Twelfth Council Directive (89/667/EEC of 21 December 198925) was intended to introduce in the EU Member States legislation permitting single-member private limited-liability companies. Such companies should be allowed to exist in every EU Member State. The Commission believes that the permission to form a company with only one member (a physical person or a legal entity, i.e. a firm) stimulates physical persons to form new undertakings. One more advantage is that such a company acquires legal personality and can continue its activities even in case the owner is changed.

All the shares of such a company should be issued in the name of their owner who is the only shareholder. The sole member should exercise the power of the general meeting of the company;

record in minutes the decisions taken by the sole member, and draw up in writing contracts between the sole member and his company. Otherwise the company becomes subject to the normal restrictions envisaged by company law.

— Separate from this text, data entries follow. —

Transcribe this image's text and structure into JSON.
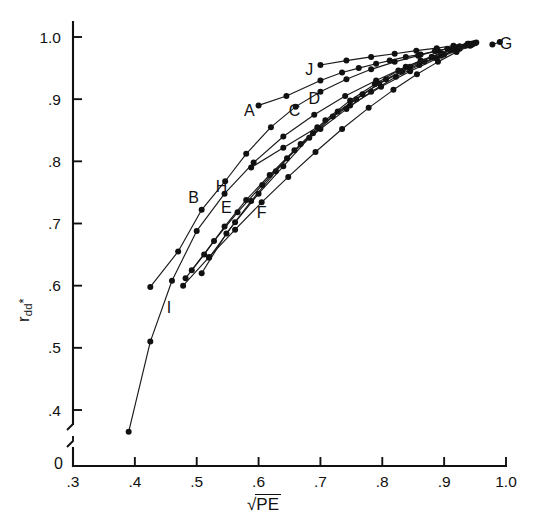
{
  "figure": {
    "background": "#ffffff",
    "ink_color": "#111111",
    "width": 533,
    "height": 532
  },
  "axes": {
    "x_title": "√PE",
    "x_title_radical": "√",
    "x_title_radicand": "PE",
    "y_title": "r_dd*",
    "y_title_base": "r",
    "y_title_sub": "dd",
    "y_title_sup": "*",
    "origin_label": "0",
    "x_ticks": [
      ".3",
      ".4",
      ".5",
      ".6",
      ".7",
      ".8",
      ".9",
      "1.0"
    ],
    "x_tick_values": [
      0.3,
      0.4,
      0.5,
      0.6,
      0.7,
      0.8,
      0.9,
      1.0
    ],
    "y_ticks": [
      ".4",
      ".5",
      ".6",
      ".7",
      ".8",
      ".9",
      "1.0"
    ],
    "y_tick_values": [
      0.4,
      0.5,
      0.6,
      0.7,
      0.8,
      0.9,
      1.0
    ],
    "axis_break": true,
    "grid": false
  },
  "chart_data": {
    "type": "line",
    "title": "",
    "xlabel": "√PE",
    "ylabel": "r_dd*",
    "xlim": [
      0.3,
      1.0
    ],
    "ylim": [
      0.37,
      1.01
    ],
    "grid": false,
    "legend": "inline-labels",
    "markers": "filled-circle",
    "series": [
      {
        "name": "A",
        "label": "A",
        "label_x": 0.585,
        "label_y": 0.883,
        "x": [
          0.6,
          0.645,
          0.7,
          0.735,
          0.762,
          0.79,
          0.812,
          0.838,
          0.862,
          0.885,
          0.905,
          0.925,
          0.938,
          0.948
        ],
        "y": [
          0.89,
          0.905,
          0.93,
          0.943,
          0.95,
          0.957,
          0.962,
          0.968,
          0.972,
          0.977,
          0.981,
          0.985,
          0.988,
          0.99
        ]
      },
      {
        "name": "B",
        "label": "B",
        "label_x": 0.495,
        "label_y": 0.742,
        "x": [
          0.425,
          0.47,
          0.508,
          0.546,
          0.58,
          0.62,
          0.66,
          0.7,
          0.742,
          0.782,
          0.82,
          0.858,
          0.89,
          0.918,
          0.94
        ],
        "y": [
          0.598,
          0.655,
          0.722,
          0.768,
          0.812,
          0.855,
          0.888,
          0.912,
          0.932,
          0.948,
          0.96,
          0.97,
          0.978,
          0.984,
          0.989
        ]
      },
      {
        "name": "C",
        "label": "C",
        "label_x": 0.658,
        "label_y": 0.882,
        "x": [
          0.52,
          0.562,
          0.6,
          0.64,
          0.682,
          0.72,
          0.758,
          0.795,
          0.832,
          0.868,
          0.9,
          0.925,
          0.945
        ],
        "y": [
          0.645,
          0.702,
          0.748,
          0.792,
          0.838,
          0.872,
          0.9,
          0.925,
          0.944,
          0.96,
          0.972,
          0.981,
          0.988
        ]
      },
      {
        "name": "D",
        "label": "D",
        "label_x": 0.69,
        "label_y": 0.902,
        "x": [
          0.508,
          0.548,
          0.588,
          0.628,
          0.668,
          0.708,
          0.748,
          0.788,
          0.826,
          0.862,
          0.896,
          0.922,
          0.944
        ],
        "y": [
          0.62,
          0.684,
          0.736,
          0.784,
          0.828,
          0.866,
          0.898,
          0.924,
          0.946,
          0.962,
          0.974,
          0.982,
          0.989
        ]
      },
      {
        "name": "E",
        "label": "E",
        "label_x": 0.548,
        "label_y": 0.726,
        "x": [
          0.482,
          0.512,
          0.545,
          0.58,
          0.618,
          0.658,
          0.7,
          0.742,
          0.782,
          0.822,
          0.86,
          0.895,
          0.922,
          0.944
        ],
        "y": [
          0.612,
          0.65,
          0.695,
          0.738,
          0.778,
          0.818,
          0.852,
          0.884,
          0.912,
          0.936,
          0.955,
          0.97,
          0.98,
          0.988
        ]
      },
      {
        "name": "F",
        "label": "F",
        "label_x": 0.605,
        "label_y": 0.718,
        "x": [
          0.478,
          0.52,
          0.562,
          0.605,
          0.648,
          0.692,
          0.735,
          0.778,
          0.818,
          0.856,
          0.89,
          0.92,
          0.942
        ],
        "y": [
          0.6,
          0.646,
          0.69,
          0.734,
          0.775,
          0.815,
          0.852,
          0.886,
          0.915,
          0.94,
          0.96,
          0.976,
          0.986
        ]
      },
      {
        "name": "G",
        "label": "G",
        "label_x": 1.0,
        "label_y": 0.99,
        "x": [
          0.978,
          0.99
        ],
        "y": [
          0.988,
          0.992
        ]
      },
      {
        "name": "H",
        "label": "H",
        "label_x": 0.54,
        "label_y": 0.76,
        "x": [
          0.492,
          0.528,
          0.566,
          0.606,
          0.646,
          0.688,
          0.728,
          0.768,
          0.806,
          0.845,
          0.88,
          0.91,
          0.935,
          0.95
        ],
        "y": [
          0.625,
          0.672,
          0.718,
          0.762,
          0.805,
          0.845,
          0.88,
          0.908,
          0.932,
          0.952,
          0.968,
          0.979,
          0.986,
          0.99
        ]
      },
      {
        "name": "I",
        "label": "I",
        "label_x": 0.455,
        "label_y": 0.565,
        "x": [
          0.39,
          0.425,
          0.46,
          0.5,
          0.545,
          0.592,
          0.64,
          0.69,
          0.74,
          0.79,
          0.838,
          0.88,
          0.915,
          0.942
        ],
        "y": [
          0.365,
          0.51,
          0.608,
          0.688,
          0.748,
          0.798,
          0.84,
          0.875,
          0.905,
          0.93,
          0.952,
          0.968,
          0.98,
          0.988
        ]
      },
      {
        "name": "J",
        "label": "J",
        "label_x": 0.682,
        "label_y": 0.948,
        "x": [
          0.7,
          0.742,
          0.782,
          0.82,
          0.855,
          0.888,
          0.915,
          0.938,
          0.952
        ],
        "y": [
          0.955,
          0.962,
          0.968,
          0.973,
          0.978,
          0.982,
          0.986,
          0.989,
          0.991
        ]
      },
      {
        "name": "K",
        "label": "",
        "label_x": null,
        "label_y": null,
        "x": [
          0.588,
          0.64,
          0.695,
          0.748,
          0.798,
          0.845,
          0.888,
          0.92,
          0.945
        ],
        "y": [
          0.79,
          0.822,
          0.855,
          0.89,
          0.92,
          0.945,
          0.965,
          0.978,
          0.988
        ]
      }
    ]
  }
}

Article 7 of the Directive provides an alternative: the EU Member States are allowed to introduce legislation providing that an individual entrepreneur may set up the undertaking the liability of which is Уlimited to a sum devoted to a stated activityФ, which is similar to private companies limited by guarantee. Each Member State of the EU has the right to introduce restrictions on activities of a person as the sole member of several undertakings and to make a decision on applicability of the Directive to public companies.

There is also a range of draft Directives in various stages of progress.

Proposals on Fifth Directive (internal structure of a companyТs management bodies, their structure and responsibility) were submitted to the CEC as far back as in 1972 but met a serious opposition (Le Gall, p. 81). The amended draft was sent to the Council on 19 August 1983.

Initially, the Directive was designed to introduce changes into company structures so that they had a two-tier management system (i.e. two Boards: the Executive Board and the Supervisory Board). At the moment the draft permits of adopting a one-tier management system (i.e. envisages one Board comprising members having executive and members having supervisory functions). Estimates show that the project in its present form is going to cause some technical difficulties in its implementation and overall is capable of just maintaining the status quo (giving shareholders the right to chose among the management structures).

In 1990 the EU Commission submitted to the Council a number of proposals on amendments to Second Directive on company law and to the drafts of Fifth and Thirteenth Directives on company law. One of the expected results should be widening of the scope of the Уcorporate democracyФ in the EU Member States through:

OJ 1989 L124/8.

OJ 1989 L395/40.

Policy Paper Х RECEP Alexander Radygin, Revold Entov Х UNIFICATION OF CORPORATE LEGISLATION:

WORLD TRENDS, EU LEGISLATION AND RUSSIAТS OUTLOOK - lifting restrictions and giving the shareholders equal voting rights (amendments to the draft Fifth Directive);

- imposing limits on the Уgolden shareФ practice that provides protection for some of the companies and results in open market asymmetry;

- regulating the situation where companyТs shares are being acquired not by the company itself but by its subsidiary (to minimize manipulations after take-over announcements through limiting the powers of the managing body of the company that received the offer) and giving the shareholders wider rights to nominate, appoint, and remove directors from office.

The provisions concerning employeesТ involvement were also subject to debates. The initial proposal to ensure such involvement through appointments to the Board was the only model envisaged by the Directive. Later on the idea was modified: employeeТs involvement became possible through Уinformed consultationsФ or through provision, under certain circumstances, of the right of veto over the decisions by the appointed Board members. However, even this wording met a serious opposition. Great Britain, for example, insisted that such provisions are not consistent with the corporate law. This position was not shared by the Netherlands and Germany as no clear-cut distinction between corporate and labour laws exists in these countries.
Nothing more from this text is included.